The game is afoot. The game? In the face of perceived problems, we search for the medicine that will heal us, the missing piece that will mend us. For the student, for me, and I suppose my Dad, this is “the light,” a ray from without in which we are brought to wholeness. The missing piece that we seek, since we only experience it as missing, must be outside of ourselves.

The outward searching for wholeness is an attempt to know ourselves, to receive input from outside which will fix me and allow me to achieve the wholeness I lack. Here I, David, achieve my self. In my new fixed view of myself, there is nothing I lack. All is well, until circumstances intrude and it is not.  Another perceived problem rises in life. Then, once again, the game is afoot to find the missing piece. Any fixed view of our selves is limited, limits freedom and will eventually be intruded upon. For this reason the first of Buddha’s Noble Truths is “Life is suffering.” A endless turning.

Give Me What You Got

So now it is up to Yunmen to say something to the student. The student is so earnest and sincere, her longing so deep that she is prepared to do something about it. She reaches out to Yunmen, to the buddhas and patriarchs, to the light, for wisdom. However, as she looks for fulfillment, it is a hard, 180 degree about face that she must make. The light of her own gaze is outward, so Yunmen turns her around, inward, when he says “show me what you’ve got, give me the reaching.”

It’s Your Life

There is nothing you lack. The wholeness you seek you already have. The enlightenment that will fix things is already a fact of your life. You awaken to this wholeness by noticing the life that you are living. So, Yunmen turns this donkey’s head towards home — “give me the reaching, your longing.” And it could be anything —anger, sadness, hunger, love — anything. Yunmen invites the student to become intimate with her life, notice it, occupy it, be in it and in the noticing notice how things shift and heart opens to fullness, to the vastness of what is; opens into love.
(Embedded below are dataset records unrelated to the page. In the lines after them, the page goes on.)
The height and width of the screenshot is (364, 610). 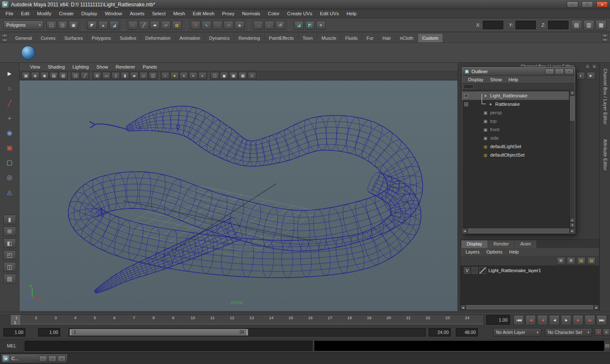 What do you see at coordinates (516, 138) in the screenshot?
I see `outliner-item-side: ▣ side` at bounding box center [516, 138].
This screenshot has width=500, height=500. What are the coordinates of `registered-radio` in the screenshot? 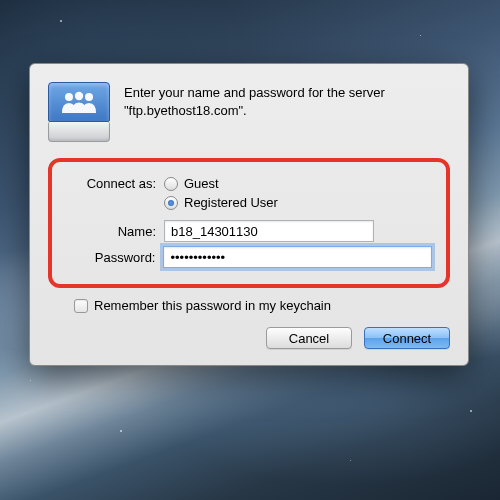 It's located at (171, 203).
Whenever this happens we are awake.

On his deathbed, my father spoke about the light, but now his gaze seemed no longer to have an outside focus. Instead as his words shifted you could see that his consciousness shifted as well. He said this, “it is happening, it has already happened.” These were his last words. They brought to me a memory of an experience he once told me of sitting on a mountain in California, the sun shining across the vastness of a Sierra Mountain Valley, the wind blowing in the trees, the dappled light, ground squirrels moving from rock to tree and back again. “Home at last,” he said about it later, “free at last.” As he sat, a Mountain Crow came and sat right on top of his head.

Just that.

There is no way to know who you are and be free.